🤖 AI Summary
This paper addresses fair resource allocation in weakly coupled Markov decision processes (MDPs), where $N$ sub-MDPs jointly satisfy a global resource constraint and cannot be optimized independently. Departing from conventional utilitarian objectives—i.e., maximizing total utility—it formalizes fairness via the generalized Gini social welfare function. Theoretically, we establish, for the first time, that under homogeneity, fair optimization is equivalent to maximizing individual utility within the class of permutation-invariant policies. Methodologically, we propose a deep Q-network framework incorporating count-ratio feature encoding, extending fair optimization to heterogeneous settings. Experiments demonstrate that our approach achieves high resource utilization while significantly improving system-level fairness: the Gini coefficient improves by up to 32% compared to baselines.
📝 Abstract
We consider fair resource allocation in sequential decision-making environments modeled as weakly coupled Markov decision processes, where resource constraints couple the action spaces of $N$ sub-Markov decision processes (sub-MDPs) that would otherwise operate independently.
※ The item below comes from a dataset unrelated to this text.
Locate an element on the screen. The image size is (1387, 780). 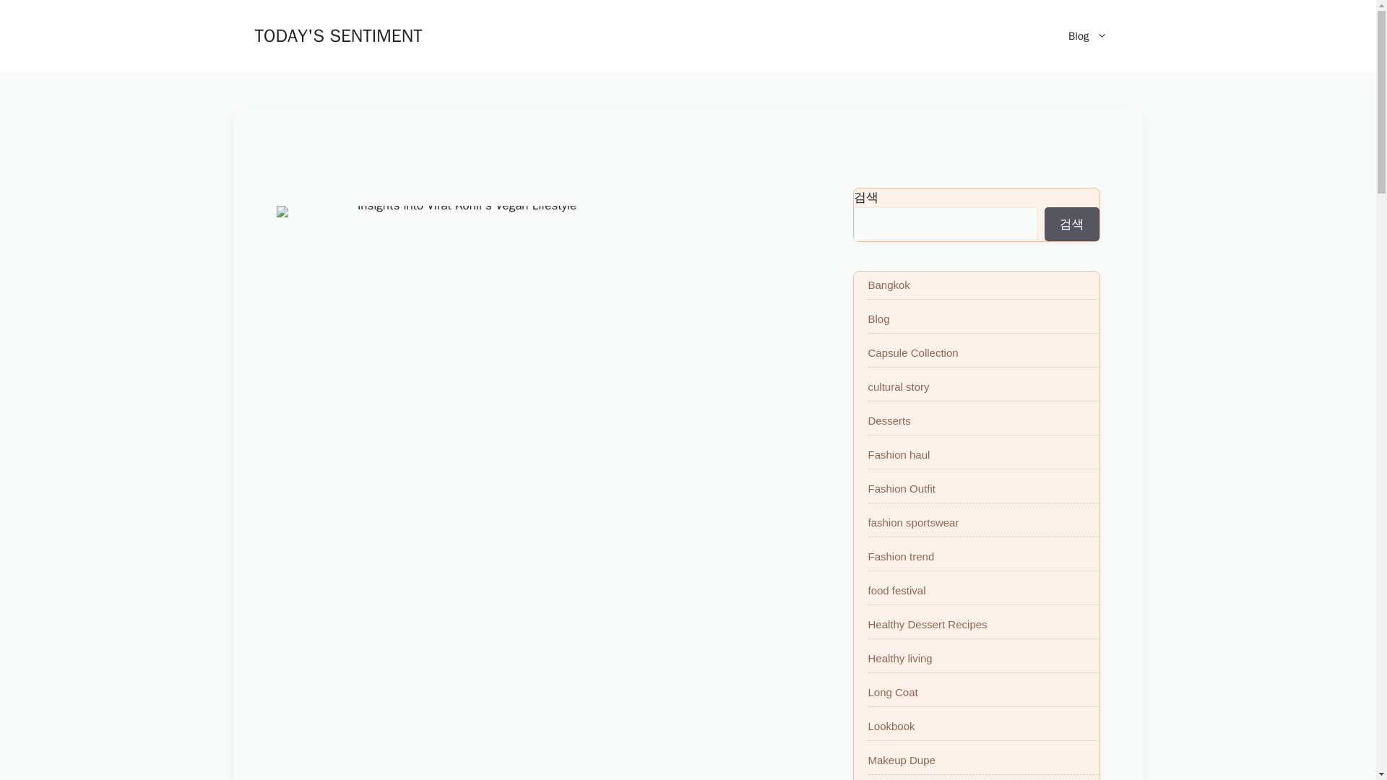
cultural story is located at coordinates (899, 387).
We adopt a fairness definition using the generalized Gini function instead of the traditional utilitarian (total-sum) objective. After introducing a general but computationally prohibitive solution scheme based on linear programming, we focus on the homogeneous case where all sub-MDPs are identical. For this case, we show for the first time that the problem reduces to optimizing the utilitarian objective over the class of"permutation invariant"policies. This result is particularly useful as we can exploit Whittle index policies in the restless bandits setting while, for the more general setting, we introduce a count-proportion-based deep reinforcement learning approach. Finally, we validate our theoretical findings with comprehensive experiments, confirming the effectiveness of our proposed method in achieving fairness.